Why Java Sucks for Cross-Platform GUI
When the Java programming language first became publicised, it was heralded as the dawn of a new age of writing cross-platform programs. “Write once, run everywhere” they said. Now, 16 years after 1996, which was roughly when the Java hype started, I’d like to check if it delivered on this promise, by seeing if one can easily write a cross-platform GUI (= Graphical User-Interace) application using it. What I’m looking for is a Java GUI library that: 1. Compiles. 2. Is cross-platform. 3. Does not suck. Teaser: I was not able to find one.
The standard Java SWING toolkitis out-of-the-question due to its weird look and feel and crappy behaviour everywhere. Joel on Software has this to say about SWING:
If you still think that something as small as how long you hold down the Alt key when you activate a menu command doesn't matter, well, your software is going to make people unhappy. These tiny inconsistencies are what makes Swing applications so unbearably annoying to use, and in my opinion it's why there are virtually no commercially successful Java GUI applications.
(From the book reviews, there's more criticism of it in “Lord Palmerston on Programming”.)
I too have been frustrated by the unusable Java SWING GUIs, and in one of the latest projects I am contributing to, which has already been written in Java, I ran into a particularly buggy SWING UI.
The Eclipse people implemented something called SWT, but according to the wikipedia, it has several limitations, and require writing a lot of platform-dependent code.
Next are the Qt bindings to Java - Qt Jambi. These require customising the build.properties (whereas the error and documentation says one should edit the buildpath.properties file), and after that fails compiling with this error:
[make] ../../generator/out/cpp/com_trolltech_qt_core/ qtjambishell_QFutureIterator.cpp:21:15: error: no matching function for call to ‘QFutureIterator::QFutureIterator()’
Next I looked into java-gnome, but apparently it does not work on Windows, so it's not cross-platform.
And the Java bindings for wxWidgets offer wxJava, which is Windows-only and unmaintained, and wx4j and jwx!, which are unmaintained and no longer build.
So I think that leaves us with nothing. How sad. Compare that to the comprehensive coverage of Mono’s GUI toolkits, many of which are cross-platform, and to the situation in other languages such as Perl or Python, and you'll see that Java sucks the most in this respect.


(Brief): The answer must consist of each line below that contains the word "upset", copied in full.

(Records from a dataset):
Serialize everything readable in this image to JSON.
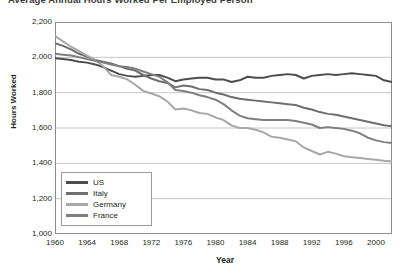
{
  "chart_data": {
    "type": "line",
    "title": "Average Annual Hours Worked Per Employed Person",
    "xlabel": "Year",
    "ylabel": "Hours Worked",
    "xlim": [
      1960,
      2002
    ],
    "ylim": [
      1000,
      2200
    ],
    "ytick_step": 200,
    "xtick_step": 4,
    "grid": true,
    "legend_position": "inside-lower-left",
    "ytick_labels": [
      "1,000",
      "1,200",
      "1,400",
      "1,600",
      "1,800",
      "2,000",
      "2,200"
    ],
    "ytick_values": [
      1000,
      1200,
      1400,
      1600,
      1800,
      2000,
      2200
    ],
    "xtick_labels": [
      "1960",
      "1964",
      "1968",
      "1972",
      "1976",
      "1980",
      "1984",
      "1988",
      "1992",
      "1996",
      "2000"
    ],
    "xtick_values": [
      1960,
      1964,
      1968,
      1972,
      1976,
      1980,
      1984,
      1988,
      1992,
      1996,
      2000
    ],
    "x": [
      1960,
      1961,
      1962,
      1963,
      1964,
      1965,
      1966,
      1967,
      1968,
      1969,
      1970,
      1971,
      1972,
      1973,
      1974,
      1975,
      1976,
      1977,
      1978,
      1979,
      1980,
      1981,
      1982,
      1983,
      1984,
      1985,
      1986,
      1987,
      1988,
      1989,
      1990,
      1991,
      1992,
      1993,
      1994,
      1995,
      1996,
      1997,
      1998,
      1999,
      2000,
      2001,
      2002
    ],
    "series": [
      {
        "name": "US",
        "color": "#4d4d4d",
        "values": [
          1995,
          1990,
          1985,
          1975,
          1970,
          1960,
          1945,
          1925,
          1905,
          1895,
          1890,
          1895,
          1900,
          1900,
          1885,
          1865,
          1875,
          1880,
          1885,
          1885,
          1875,
          1875,
          1860,
          1870,
          1890,
          1885,
          1885,
          1895,
          1900,
          1905,
          1900,
          1880,
          1895,
          1900,
          1905,
          1900,
          1905,
          1910,
          1905,
          1900,
          1895,
          1870,
          1860
        ],
        "end_value": 1860
      },
      {
        "name": "Italy",
        "color": "#6e6e6e",
        "values": [
          2080,
          2065,
          2045,
          2020,
          2005,
          1985,
          1975,
          1965,
          1950,
          1935,
          1925,
          1900,
          1880,
          1865,
          1855,
          1830,
          1840,
          1835,
          1820,
          1815,
          1800,
          1790,
          1775,
          1765,
          1760,
          1755,
          1750,
          1745,
          1740,
          1735,
          1730,
          1715,
          1705,
          1690,
          1680,
          1675,
          1665,
          1655,
          1645,
          1635,
          1625,
          1615,
          1610
        ],
        "end_value": 1610
      },
      {
        "name": "Germany",
        "color": "#a8a8a8",
        "values": [
          2120,
          2090,
          2060,
          2035,
          2010,
          1985,
          1950,
          1900,
          1890,
          1875,
          1845,
          1810,
          1795,
          1780,
          1750,
          1705,
          1710,
          1700,
          1685,
          1680,
          1660,
          1645,
          1615,
          1600,
          1600,
          1590,
          1575,
          1550,
          1545,
          1535,
          1525,
          1490,
          1470,
          1450,
          1465,
          1455,
          1440,
          1435,
          1430,
          1425,
          1420,
          1415,
          1410
        ],
        "end_value": 1410
      },
      {
        "name": "France",
        "color": "#7f7f7f",
        "values": [
          2020,
          2015,
          2010,
          2000,
          1990,
          1980,
          1970,
          1960,
          1950,
          1945,
          1935,
          1920,
          1905,
          1890,
          1860,
          1815,
          1810,
          1800,
          1785,
          1775,
          1760,
          1735,
          1700,
          1670,
          1655,
          1650,
          1645,
          1645,
          1645,
          1645,
          1640,
          1630,
          1620,
          1600,
          1605,
          1600,
          1595,
          1585,
          1570,
          1545,
          1530,
          1520,
          1515
        ],
        "end_value": 1515
      }
    ]
  }
}
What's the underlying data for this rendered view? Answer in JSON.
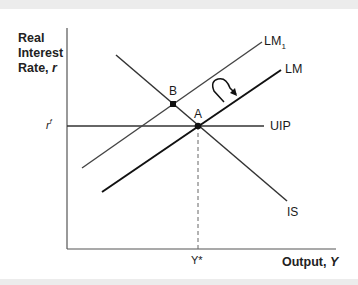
{
  "figure": {
    "y_axis_label_line1": "Real",
    "y_axis_label_line2": "Interest",
    "y_axis_label_line3": "Rate, ",
    "y_axis_label_var": "r",
    "x_axis_label": "Output, ",
    "x_axis_label_var": "Y",
    "rf_label": "r",
    "rf_sup": "f",
    "ystar_label": "Y*",
    "curves": {
      "lm1": "LM",
      "lm1_sub": "1",
      "lm": "LM",
      "uip": "UIP",
      "is": "IS"
    },
    "points": {
      "a": "A",
      "b": "B"
    }
  }
}
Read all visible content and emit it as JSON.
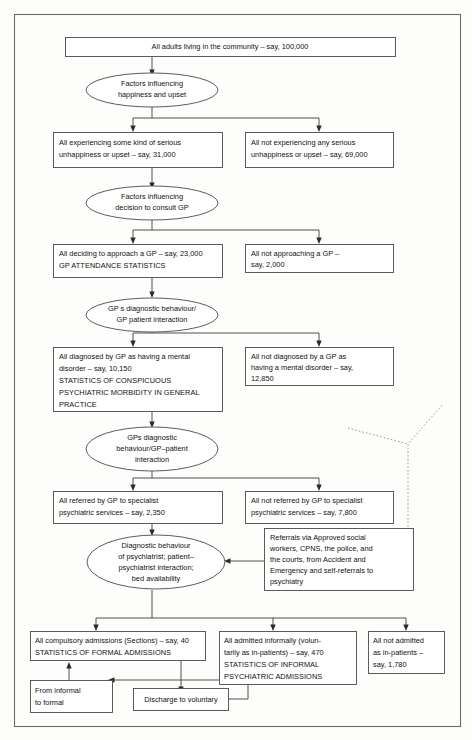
{
  "diagram": {
    "type": "flowchart",
    "nodes": {
      "all_adults": {
        "shape": "rectangle",
        "lines": [
          "All adults living in the community – say, 100,000"
        ]
      },
      "factors_happiness": {
        "shape": "ellipse",
        "lines": [
          "Factors influencing",
          "happiness and upset"
        ]
      },
      "experiencing_unhappiness": {
        "shape": "rectangle",
        "lines": [
          "All experiencing some kind of serious",
          "unhappiness or upset – say, 31,000"
        ]
      },
      "not_experiencing_unhappiness": {
        "shape": "rectangle",
        "lines": [
          "All not experiencing any serious",
          "unhappiness or upset – say, 69,000"
        ]
      },
      "factors_consult_gp": {
        "shape": "ellipse",
        "lines": [
          "Factors influencing",
          "decision to consult GP"
        ]
      },
      "approach_gp": {
        "shape": "rectangle",
        "lines": [
          "All deciding to approach a GP – say, 23,000",
          "GP ATTENDANCE STATISTICS"
        ]
      },
      "not_approach_gp": {
        "shape": "rectangle",
        "lines": [
          "All not approaching a GP –",
          "say, 2,000"
        ]
      },
      "gp_diagnostic_behaviour": {
        "shape": "ellipse",
        "lines": [
          "GP s diagnostic behaviour/",
          "GP patient interaction"
        ]
      },
      "diagnosed_by_gp": {
        "shape": "rectangle",
        "lines": [
          "All diagnosed by GP as having a mental",
          "disorder – say, 10,150",
          "STATISTICS OF CONSPICUOUS",
          "PSYCHIATRIC MORBIDITY IN GENERAL",
          "PRACTICE"
        ]
      },
      "not_diagnosed_by_gp": {
        "shape": "rectangle",
        "lines": [
          "All not diagnosed by a GP as",
          "having a mental disorder – say,",
          "12,850"
        ]
      },
      "gps_diagnostic_behaviour2": {
        "shape": "ellipse",
        "lines": [
          "GPs diagnostic",
          "behaviour/GP–patient",
          "interaction"
        ]
      },
      "referred_specialist": {
        "shape": "rectangle",
        "lines": [
          "All referred by GP to specialist",
          "psychiatric services – say, 2,350"
        ]
      },
      "not_referred_specialist": {
        "shape": "rectangle",
        "lines": [
          "All not referred by GP to specialist",
          "psychiatric services – say, 7,800"
        ]
      },
      "psychiatrist_behaviour": {
        "shape": "ellipse",
        "lines": [
          "Diagnostic behaviour",
          "of psychiatrist; patient–",
          "psychiatrist interaction;",
          "bed availability"
        ]
      },
      "referrals_via": {
        "shape": "rectangle",
        "lines": [
          "Referrals via Approved social",
          "workers, CPNS, the police, and",
          "the courts, from Accident and",
          "Emergency and self-referrals to",
          "psychiatry"
        ]
      },
      "compulsory_admissions": {
        "shape": "rectangle",
        "lines": [
          "All compulsory admissions (Sections) – say, 40",
          "STATISTICS OF FORMAL ADMISSIONS"
        ]
      },
      "admitted_informally": {
        "shape": "rectangle",
        "lines": [
          "All admitted informally (volun-",
          "tarily as in-patients) – say, 470",
          "STATISTICS OF INFORMAL",
          "PSYCHIATRIC ADMISSIONS"
        ]
      },
      "not_admitted": {
        "shape": "rectangle",
        "lines": [
          "All not admitted",
          "as in-patients –",
          "say, 1,780"
        ]
      },
      "informal_to_formal": {
        "shape": "rectangle",
        "lines": [
          "From informal",
          "to formal"
        ]
      },
      "discharge_to_voluntary": {
        "shape": "rectangle",
        "lines": [
          "Discharge to voluntary"
        ]
      }
    },
    "colors": {
      "box_stroke": "#4a4a4a",
      "frame_stroke": "#6b6b6b",
      "connector": "#3c3c3c",
      "dotted_connector": "#8e8e8e",
      "text": "#111111",
      "background": "#fdfdfc"
    }
  }
}
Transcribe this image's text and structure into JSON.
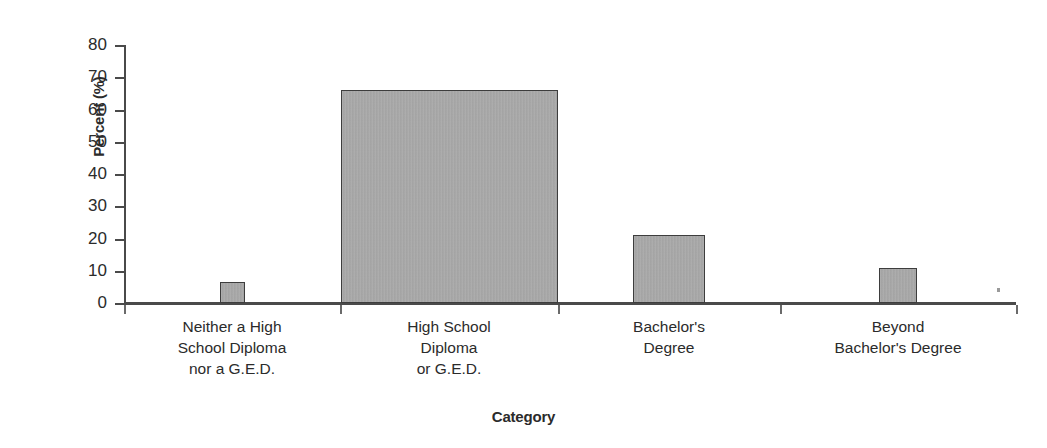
{
  "chart_data": {
    "type": "bar",
    "title": "",
    "xlabel": "Category",
    "ylabel": "Percent (%)",
    "ylim": [
      0,
      80
    ],
    "yticks": [
      0,
      10,
      20,
      30,
      40,
      50,
      60,
      70,
      80
    ],
    "grid": false,
    "legend": null,
    "categories": [
      "Neither a High School Diploma nor a G.E.D.",
      "High School Diploma or G.E.D.",
      "Bachelor's Degree",
      "Beyond Bachelor's Degree"
    ],
    "category_label_lines": [
      [
        "Neither a High",
        "School Diploma",
        "nor a G.E.D."
      ],
      [
        "High School",
        "Diploma",
        "or G.E.D."
      ],
      [
        "Bachelor's",
        "Degree"
      ],
      [
        "Beyond",
        "Bachelor's Degree"
      ]
    ],
    "values": [
      6.5,
      66,
      21,
      11
    ],
    "bar_color": "#a9a9a9",
    "bar_outline_color": "#3d3d3d",
    "axis_color": "#4a4a4a"
  },
  "axes": {
    "y_title": "Percent (%)",
    "x_title": "Category",
    "y_tick_labels": [
      "80",
      "70",
      "60",
      "50",
      "40",
      "30",
      "20",
      "10",
      "0"
    ]
  }
}
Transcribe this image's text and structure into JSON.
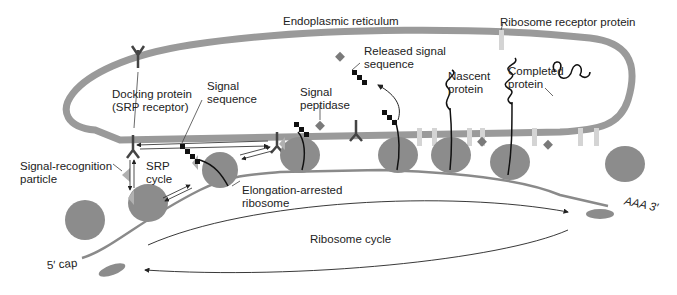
{
  "diagram": {
    "colors": {
      "membrane": "#9a9a9a",
      "ribosome": "#8c8c8c",
      "ribosome_receptor": "#d4d4d4",
      "signal_sequence": "#111111",
      "signal_peptidase": "#7a7a7a",
      "line": "#333333",
      "srp": "#b0b0b0"
    },
    "labels": {
      "er": "Endoplasmic reticulum",
      "ribosome_receptor": "Ribosome receptor protein",
      "docking_protein_1": "Docking protein",
      "docking_protein_2": "(SRP receptor)",
      "signal_sequence_1": "Signal",
      "signal_sequence_2": "sequence",
      "signal_peptidase_1": "Signal",
      "signal_peptidase_2": "peptidase",
      "released_signal_1": "Released signal",
      "released_signal_2": "sequence",
      "nascent_1": "Nascent",
      "nascent_2": "protein",
      "completed_1": "Completed",
      "completed_2": "protein",
      "srp_1": "Signal-recognition",
      "srp_2": "particle",
      "srp_cycle_1": "SRP",
      "srp_cycle_2": "cycle",
      "elongation_1": "Elongation-arrested",
      "elongation_2": "ribosome",
      "ribosome_cycle": "Ribosome cycle",
      "five_cap": "5′ cap",
      "three_end": "AAA 3′"
    }
  }
}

(Written response):
          "happiness and upset"
          "unhappiness or upset – say, 31,000"
          "unhappiness or upset – say, 69,000"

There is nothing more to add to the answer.